Sunday, March 2, 2014

Saint John's Hospital and the Memling Museum


Saint John's Hospital, which has existed since 1188, remains one of Europe's oldest surviving hospital buildings. Some 500 years ago, Bruges was a major destination for pilgrims, both healthy and frail, who trekked here to see the relic of Christ's blood at the Church of the Holy Blood. Saint John's was built to take care of any pilgrims who required it, except those with the plague or leprosy or who were mentally ill. Sadly, the average age of death in those days was only 40.


As one of the scenes shown in this painting, "De Oude Ziekenzalen" (1778) by Jan Beerblock, Daniella pointed out how the hall was lined with beds filled with the sick and dying. Nuns served as nurses; women cooked vegetables because meat was too expensive; a sedan chair (hand-held ambulance taxi) in the painting awaits a patient; dogs were welcomed; floors needed mopping; and clergymen dropped in to visit patients.


The building is now owned by the city and displays furniture from the original hospital, old medical instruments, and medical writings as well as religious art. A chapel was situated so those in the hospital beds could see the famous Saint John Altarpiece by Memling ("The Mystical Marriage of St. Catherine," 1474). Patients could pray for recovery or a speedy death. In many ways, Saint John's was less a hospital than a hospice, helping the dying make the transition from this world to the next.


The hospital still houses the altarpiece and Daniella very excitedly explained its many details. The colorful three-part work was dedicated to the hospital's patron saints, John the Baptist and John the Evangelist, but Memling broadened the focus to take in a vision of Heaven and the end of the world. St. Catherine of Alexandria, born rich, smart, and pagan to Roman parents, joined the outlawed Christian faith and is shown in the central panel receiving a ring from Jesus to seal the "mystical marriage" between them. Unfortunately, Catherine still came to a brutal death because she refused to marry her emperor, Maxentius.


## Problem requirements:
Exclude the pictures, then quote exactly the lines from the one holding "Identify the location" through the last line of the records.

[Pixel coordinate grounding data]
************

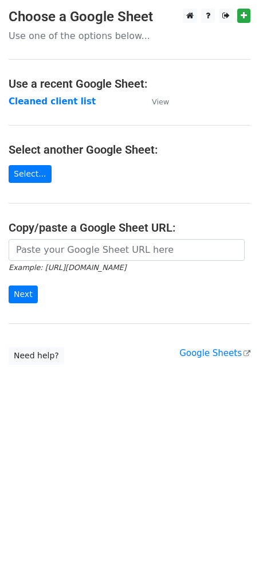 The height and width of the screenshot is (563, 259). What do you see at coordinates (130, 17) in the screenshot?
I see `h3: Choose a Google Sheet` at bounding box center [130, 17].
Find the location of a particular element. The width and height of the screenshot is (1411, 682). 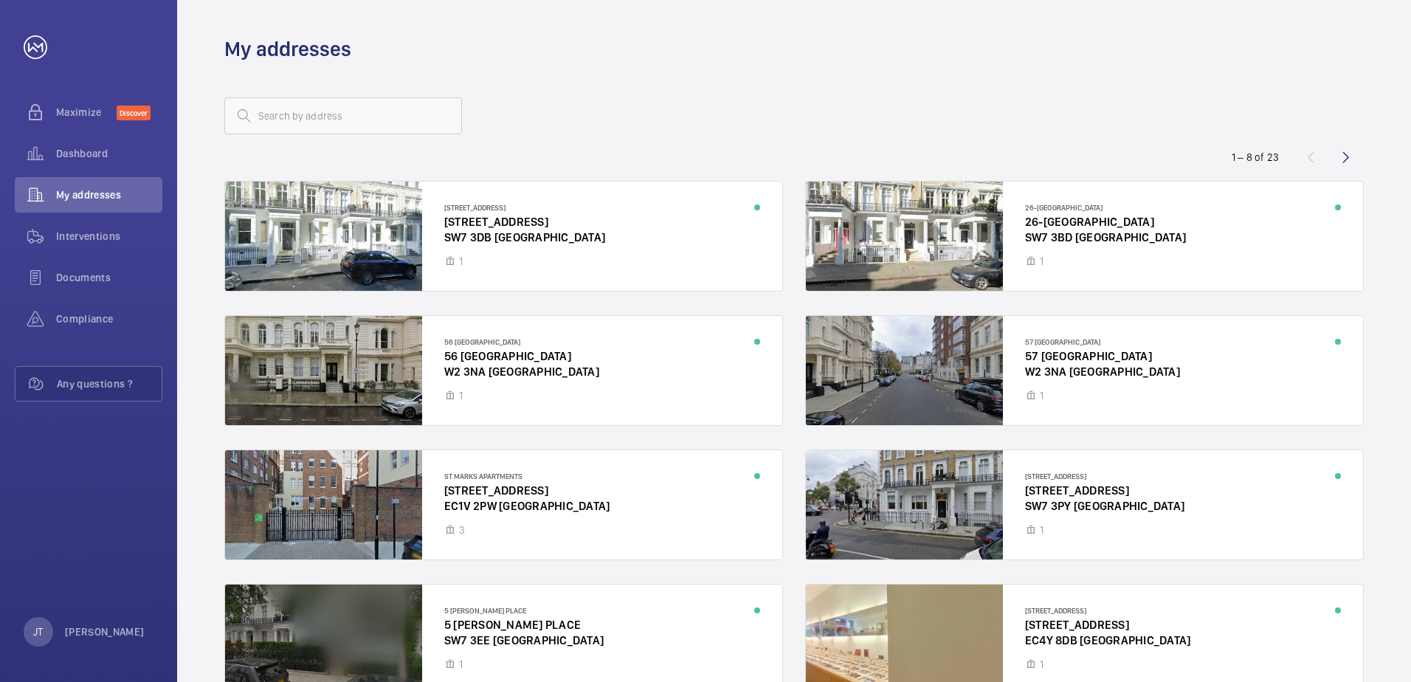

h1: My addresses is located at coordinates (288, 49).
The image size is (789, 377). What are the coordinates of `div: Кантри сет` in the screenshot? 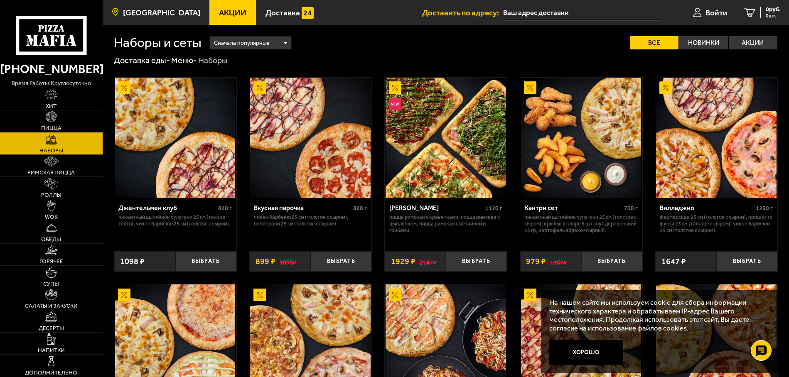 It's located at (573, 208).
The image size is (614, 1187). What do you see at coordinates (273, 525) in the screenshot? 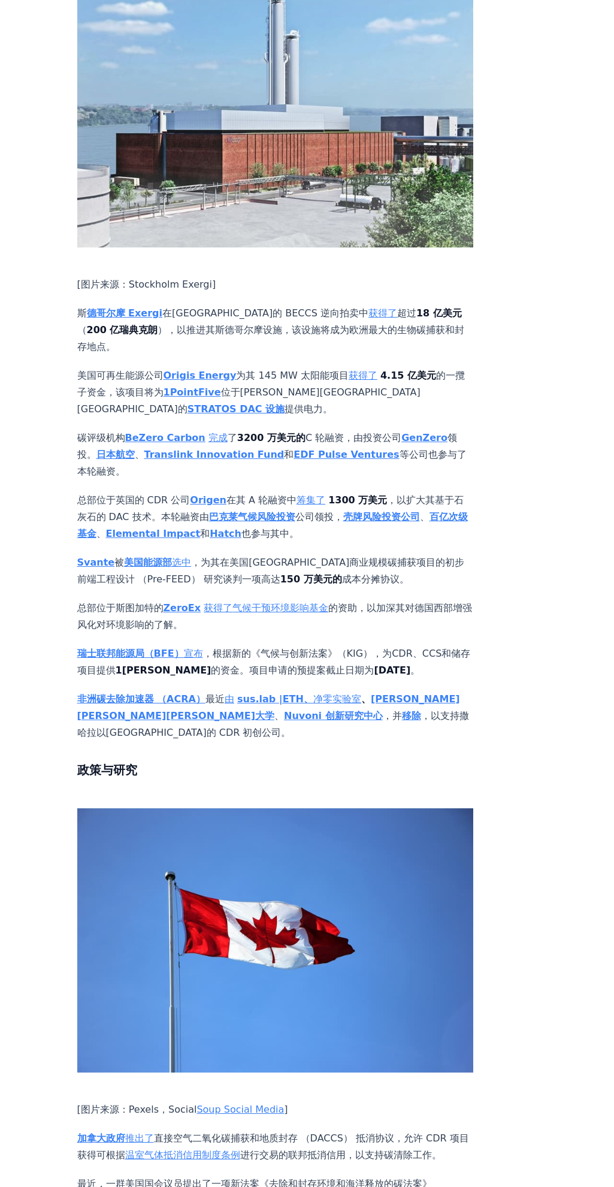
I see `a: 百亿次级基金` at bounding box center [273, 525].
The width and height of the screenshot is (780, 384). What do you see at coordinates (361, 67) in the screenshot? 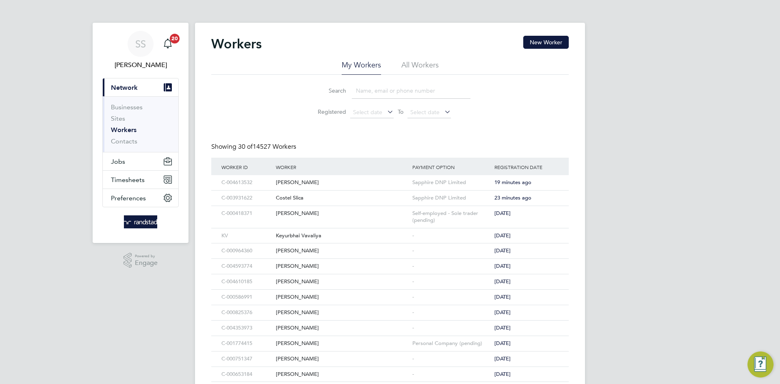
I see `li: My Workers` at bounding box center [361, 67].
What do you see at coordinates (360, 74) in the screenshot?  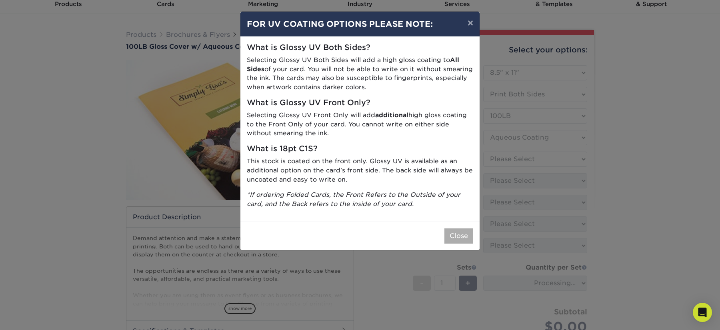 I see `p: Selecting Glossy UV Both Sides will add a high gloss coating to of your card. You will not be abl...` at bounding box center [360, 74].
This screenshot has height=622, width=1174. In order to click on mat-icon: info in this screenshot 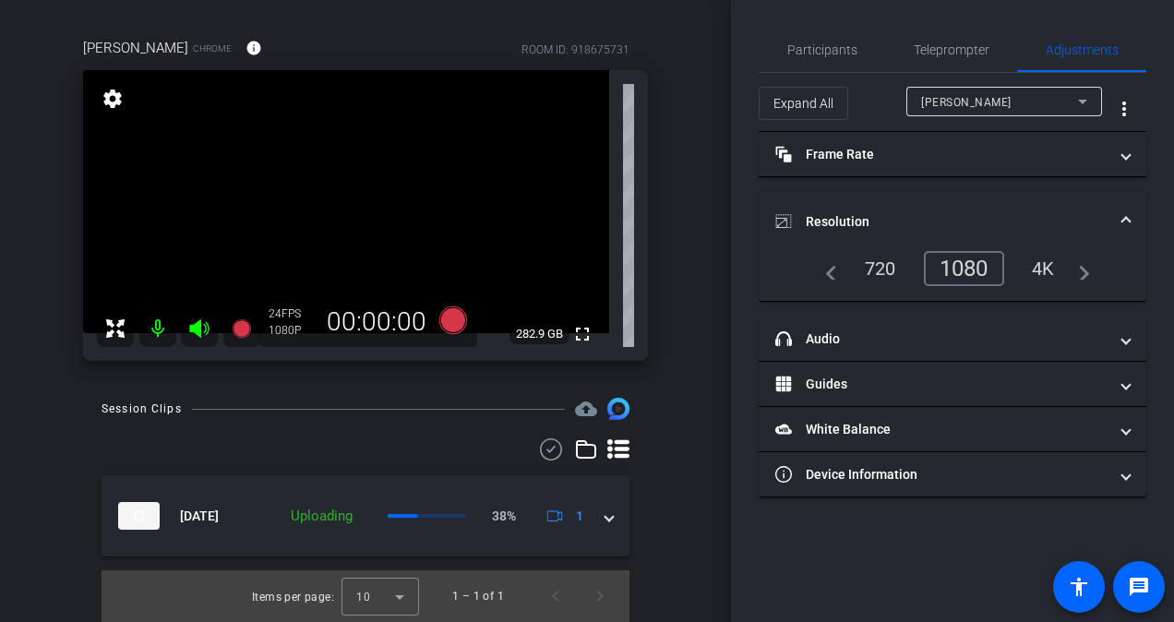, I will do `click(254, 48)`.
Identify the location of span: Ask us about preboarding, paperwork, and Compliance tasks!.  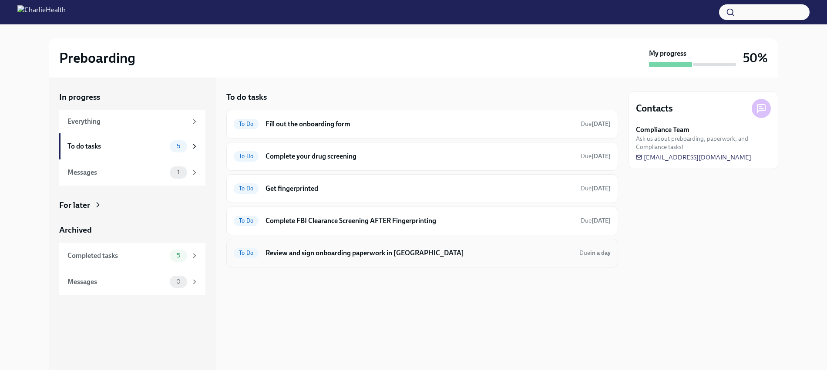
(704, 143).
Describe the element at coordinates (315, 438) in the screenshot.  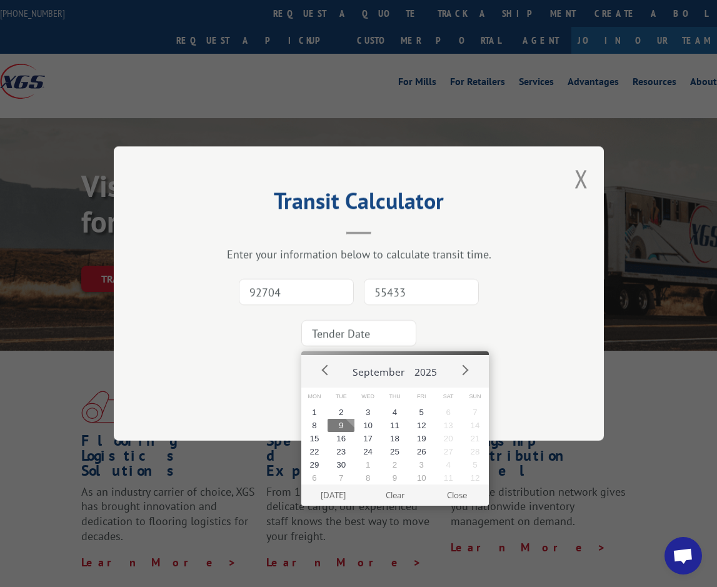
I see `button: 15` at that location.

************

## Answer to this problem:
Identify the location of span: Ask us about preboarding, paperwork, and Compliance tasks!.  
(704, 143).
Describe the element at coordinates (315, 438) in the screenshot.  
I see `button: 15` at that location.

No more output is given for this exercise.